26 July 2020

INFORMATION WARFARE

J A M E S P. FA R W E L L

Through the long and varied history of the U.S. Marine Corps, one thing has remained consistent: its ability to recognize when change is needed and adapt to the situation. A significant factor that contributes to the Corps’ adaptability is the constant focus on training and education that every Marine — officer and enlisted—receives throughout the length of their career. In the 36th Commandant’s Planning Guidance, 2015, General Joseph F. Dunford Jr. highlighted how the Corps can continue to meet those changing needs: “The challenges of an increasingly uncertain, complex, and decentralized operating environment will continue to place new demands on our leaders at all levels.

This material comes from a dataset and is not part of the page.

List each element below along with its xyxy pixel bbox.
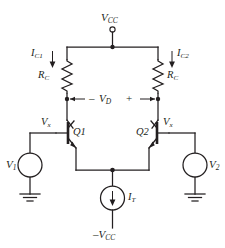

Our recruiting standards, manning policies, training, and education must constantly evolve to produce Marines who can meet those challenges.”1 

As a Corps, we must move away from the Industrial Age educational approach of listening to a lecture, memorizing facts, and then regurgitating those facts. For Marines today, training and education must be understood as vastly different exercises of the mind and body. Marine Corps training refers to job-oriented training aimed at accomplishing the tasks associated with the military mission. It prepares us for what we know we will have to do in combat. The concept of education itself seems intuitive: learning in an academic setting. However, distinctions for our purposes must be made because education entails much more than that simple concept—it also prepares us for dealing with the unknown in combat. For our purposes here, though, higher education generally refers to a university education that qualifies the degree holder to work in a professional field. Further education generally includes postgraduate studies focused on a master’s or doctoral degree. As one of the youngest Service schoolhouses, where does that place Marine Corps University (MCU) on the degree-granting spectrum and what is our responsibility to the servicemembers who attend?